Best keynote of the year so far: Sascha Meinrath on Policy Hacking

1.

Instead of demanding fundamental changes, too often we have donned chains of silver and declared ourselves free. How else can we fool ourselves into declaring that everything from AT&T and Verizon’s networks, to the iPhone and the Android phone to be open? Open, really [laughs], not at all – how is it that we’re allowing functionality and fair use to be further and further inhibited by Windows, Mac and mobile device operating systems? Whatever happened to the notion of unbundled services through common carriage? What else is cloud computing, today’s big buzzword, if not a modern equivalent for mainframes and dumb terminals, a decades old business model for centralization and control?

2.

Unfortunately, media creation and the documentation and telling of our stories without the information dissemination component are entirely impotent. When Malcolm Matson asked the question, “Who will control local connectivity,” he exposed the fundamental question facing civil society at the dawn of the twenty-first century. Because what I learned quite quickly is that even when we created media, and documented local injustices, we had no means in our local community to disseminate this vital information to the rest of our local community. In essence, we were locked out of a public discourse. We were locked out, systematically disenfranchised from the media.

It will be well worth your time reading this keynote given recently at eComm 2009, it’s a warning against falling asleep at the wheel, thinking that, because we can communicate amongst ourselves, we automatically affect mainstream society and predatory policy making, without having to do the dirty work of policy hacking and political engagement.

Technological determinism has never worked, and never will, warns Sascha, calling for engagement against strong drives to neuter internet decentralisation.

Sascha Meinhart, a short excerpt:

“Lest we all drink too deeply from the draught of technological determinism, and declare victory is at hand, another word of caution; there is this massive behind-the-scenes, epic, political battle being waged inside the beltway, right now, between the forces that want to create this more open, distributed, participatory media and telecommunications future and those who favor a centralized, command and control regime, a reinstitution of command and control in all of these new media in telecommunications systems.

The threats we are currently facing in Washington, D.C., are quite daunting. My hope is that with history as our guide, and your active involvement and support, they are entirely surmountable. However, our vigilance is already waning. Too often, we are being lulled into this false sense of our own security. Yet, the re-institutionalization of centralization is all around us, even today.

As Mark Roettgering rightfully pointed out, vertical and horizontal conglomerization of media and telecommunications are at an unprecedented level. Tax and subsidy structures, from e-rates, to the universal service fund and inter-carrier compensation; anticompetitive mandates, for example, state laws preventing municipalities from deploying telecommunications networks, and slap lawsuits against those that legally do so, and the elimination from AUP free access over dumb networks are eroding any semblance we once may have had to a healthy and fair market.”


Across all the entries, tally the lines holding the word "Modified", and give the number by itself.
• • • • • • •
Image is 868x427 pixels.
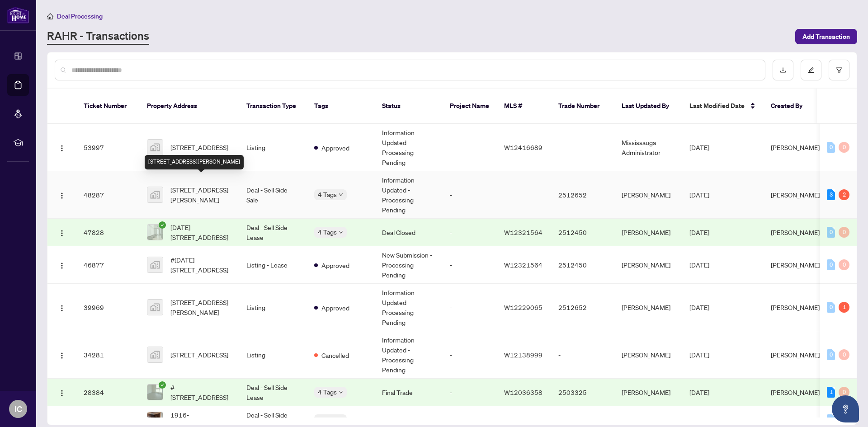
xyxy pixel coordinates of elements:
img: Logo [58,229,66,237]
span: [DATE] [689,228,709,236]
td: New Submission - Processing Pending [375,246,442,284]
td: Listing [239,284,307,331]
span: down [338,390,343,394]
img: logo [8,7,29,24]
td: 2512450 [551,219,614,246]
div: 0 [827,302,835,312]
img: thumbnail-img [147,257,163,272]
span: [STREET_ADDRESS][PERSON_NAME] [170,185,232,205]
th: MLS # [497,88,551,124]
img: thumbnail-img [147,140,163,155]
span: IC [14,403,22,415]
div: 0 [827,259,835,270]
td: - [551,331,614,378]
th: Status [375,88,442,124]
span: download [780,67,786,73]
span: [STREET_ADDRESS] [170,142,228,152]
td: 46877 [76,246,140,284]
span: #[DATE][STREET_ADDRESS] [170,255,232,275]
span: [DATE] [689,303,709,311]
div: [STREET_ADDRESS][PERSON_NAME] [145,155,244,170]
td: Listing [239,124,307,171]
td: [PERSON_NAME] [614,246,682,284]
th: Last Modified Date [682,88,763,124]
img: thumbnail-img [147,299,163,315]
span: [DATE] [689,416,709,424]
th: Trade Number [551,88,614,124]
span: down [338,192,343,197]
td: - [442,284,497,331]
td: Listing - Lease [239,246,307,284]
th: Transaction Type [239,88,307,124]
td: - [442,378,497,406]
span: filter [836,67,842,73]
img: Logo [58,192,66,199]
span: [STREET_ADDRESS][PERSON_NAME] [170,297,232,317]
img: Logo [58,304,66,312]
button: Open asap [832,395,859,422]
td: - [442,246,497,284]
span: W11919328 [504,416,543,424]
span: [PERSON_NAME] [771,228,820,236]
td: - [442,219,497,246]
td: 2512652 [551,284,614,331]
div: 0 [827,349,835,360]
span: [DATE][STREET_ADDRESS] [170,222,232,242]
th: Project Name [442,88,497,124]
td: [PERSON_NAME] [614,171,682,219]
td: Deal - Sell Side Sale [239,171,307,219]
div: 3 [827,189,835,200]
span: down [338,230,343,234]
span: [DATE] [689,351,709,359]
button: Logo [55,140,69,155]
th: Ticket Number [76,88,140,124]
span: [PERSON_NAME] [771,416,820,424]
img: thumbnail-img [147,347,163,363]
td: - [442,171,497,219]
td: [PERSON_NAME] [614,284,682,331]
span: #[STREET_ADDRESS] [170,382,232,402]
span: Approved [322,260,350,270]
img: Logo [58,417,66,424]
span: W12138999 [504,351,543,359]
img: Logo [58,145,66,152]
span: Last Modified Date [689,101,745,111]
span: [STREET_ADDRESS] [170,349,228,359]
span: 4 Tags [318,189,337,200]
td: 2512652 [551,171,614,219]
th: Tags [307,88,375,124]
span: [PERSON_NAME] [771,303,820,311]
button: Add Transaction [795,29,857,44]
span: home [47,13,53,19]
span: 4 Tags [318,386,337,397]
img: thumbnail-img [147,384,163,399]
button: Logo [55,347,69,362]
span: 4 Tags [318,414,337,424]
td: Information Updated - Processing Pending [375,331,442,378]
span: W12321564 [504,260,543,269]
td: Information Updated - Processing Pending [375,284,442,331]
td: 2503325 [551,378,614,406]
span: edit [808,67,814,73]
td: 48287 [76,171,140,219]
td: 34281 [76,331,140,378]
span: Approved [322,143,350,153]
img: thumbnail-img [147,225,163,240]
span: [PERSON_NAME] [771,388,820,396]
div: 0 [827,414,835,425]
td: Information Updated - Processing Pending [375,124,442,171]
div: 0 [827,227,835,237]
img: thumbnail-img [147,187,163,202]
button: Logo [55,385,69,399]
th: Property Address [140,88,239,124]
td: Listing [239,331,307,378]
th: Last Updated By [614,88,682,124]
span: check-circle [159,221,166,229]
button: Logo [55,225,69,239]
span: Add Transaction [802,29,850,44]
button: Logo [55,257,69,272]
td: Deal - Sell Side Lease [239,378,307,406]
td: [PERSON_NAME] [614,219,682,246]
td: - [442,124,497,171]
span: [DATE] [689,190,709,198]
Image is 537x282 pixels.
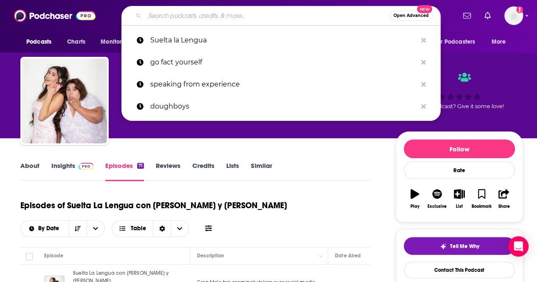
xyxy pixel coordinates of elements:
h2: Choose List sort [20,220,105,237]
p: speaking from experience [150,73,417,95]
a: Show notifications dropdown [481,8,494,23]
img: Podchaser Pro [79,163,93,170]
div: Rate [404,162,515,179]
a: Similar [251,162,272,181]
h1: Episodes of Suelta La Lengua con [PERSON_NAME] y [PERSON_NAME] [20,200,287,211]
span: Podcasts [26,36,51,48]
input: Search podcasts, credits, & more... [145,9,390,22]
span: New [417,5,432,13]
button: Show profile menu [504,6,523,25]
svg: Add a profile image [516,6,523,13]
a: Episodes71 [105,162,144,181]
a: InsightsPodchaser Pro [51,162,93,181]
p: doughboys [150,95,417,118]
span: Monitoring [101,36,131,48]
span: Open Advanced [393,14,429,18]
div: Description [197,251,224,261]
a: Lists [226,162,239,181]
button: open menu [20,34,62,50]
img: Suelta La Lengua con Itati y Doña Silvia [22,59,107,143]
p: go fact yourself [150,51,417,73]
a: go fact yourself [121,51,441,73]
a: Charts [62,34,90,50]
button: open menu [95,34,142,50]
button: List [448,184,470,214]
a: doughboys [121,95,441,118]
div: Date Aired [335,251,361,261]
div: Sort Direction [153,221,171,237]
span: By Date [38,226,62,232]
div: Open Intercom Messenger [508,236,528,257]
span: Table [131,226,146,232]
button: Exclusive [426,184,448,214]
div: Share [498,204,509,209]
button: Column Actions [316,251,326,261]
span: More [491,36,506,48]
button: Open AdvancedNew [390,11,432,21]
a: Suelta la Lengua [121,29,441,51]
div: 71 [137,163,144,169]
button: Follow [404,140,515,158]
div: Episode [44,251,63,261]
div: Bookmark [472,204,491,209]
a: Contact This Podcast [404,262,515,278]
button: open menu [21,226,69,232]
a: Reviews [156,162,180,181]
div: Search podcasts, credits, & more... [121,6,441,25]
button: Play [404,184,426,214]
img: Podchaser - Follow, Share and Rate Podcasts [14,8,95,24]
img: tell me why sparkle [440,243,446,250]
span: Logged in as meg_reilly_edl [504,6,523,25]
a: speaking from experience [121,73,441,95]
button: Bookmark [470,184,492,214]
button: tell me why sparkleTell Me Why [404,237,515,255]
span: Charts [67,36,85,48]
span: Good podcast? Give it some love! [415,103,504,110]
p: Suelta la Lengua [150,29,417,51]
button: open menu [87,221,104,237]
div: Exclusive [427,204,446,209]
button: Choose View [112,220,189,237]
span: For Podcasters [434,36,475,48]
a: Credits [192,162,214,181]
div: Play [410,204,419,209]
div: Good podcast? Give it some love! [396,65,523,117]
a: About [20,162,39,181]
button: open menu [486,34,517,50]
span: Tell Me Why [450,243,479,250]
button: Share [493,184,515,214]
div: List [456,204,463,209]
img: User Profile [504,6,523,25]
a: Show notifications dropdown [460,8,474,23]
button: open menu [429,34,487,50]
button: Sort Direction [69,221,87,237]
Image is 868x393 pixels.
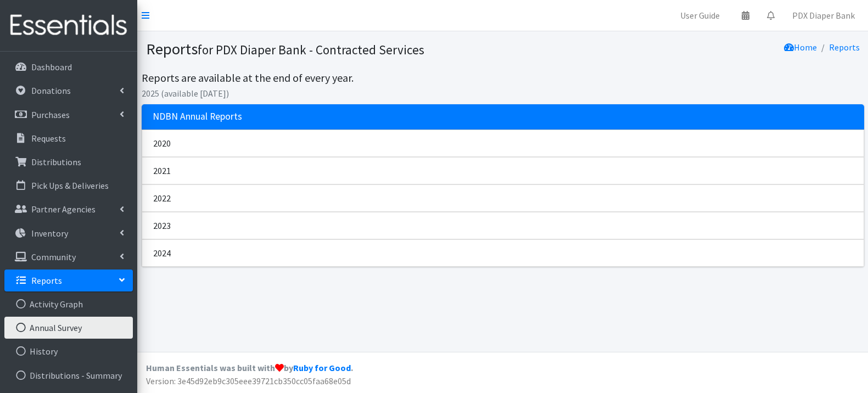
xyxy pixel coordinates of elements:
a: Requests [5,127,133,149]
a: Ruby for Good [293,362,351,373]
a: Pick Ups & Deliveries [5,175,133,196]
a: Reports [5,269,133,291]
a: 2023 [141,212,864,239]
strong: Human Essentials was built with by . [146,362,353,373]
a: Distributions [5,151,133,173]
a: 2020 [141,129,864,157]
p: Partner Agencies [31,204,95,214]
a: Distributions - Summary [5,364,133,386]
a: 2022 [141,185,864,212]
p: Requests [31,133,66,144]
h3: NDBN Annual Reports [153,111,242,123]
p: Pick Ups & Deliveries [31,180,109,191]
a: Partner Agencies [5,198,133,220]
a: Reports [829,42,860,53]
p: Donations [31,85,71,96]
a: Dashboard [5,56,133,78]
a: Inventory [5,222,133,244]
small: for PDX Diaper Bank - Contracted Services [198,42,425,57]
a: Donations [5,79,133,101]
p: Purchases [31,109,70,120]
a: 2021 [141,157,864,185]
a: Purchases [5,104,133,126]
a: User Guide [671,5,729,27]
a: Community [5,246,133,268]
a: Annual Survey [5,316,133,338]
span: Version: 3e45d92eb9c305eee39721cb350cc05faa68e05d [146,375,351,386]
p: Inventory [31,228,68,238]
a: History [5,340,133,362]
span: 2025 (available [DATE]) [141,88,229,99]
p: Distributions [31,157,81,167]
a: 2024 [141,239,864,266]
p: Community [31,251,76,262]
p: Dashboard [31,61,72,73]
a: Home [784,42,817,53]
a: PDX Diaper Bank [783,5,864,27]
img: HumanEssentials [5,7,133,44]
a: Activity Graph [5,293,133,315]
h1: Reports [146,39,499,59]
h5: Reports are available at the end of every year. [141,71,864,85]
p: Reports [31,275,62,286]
• • • • • • •
### Task solution
2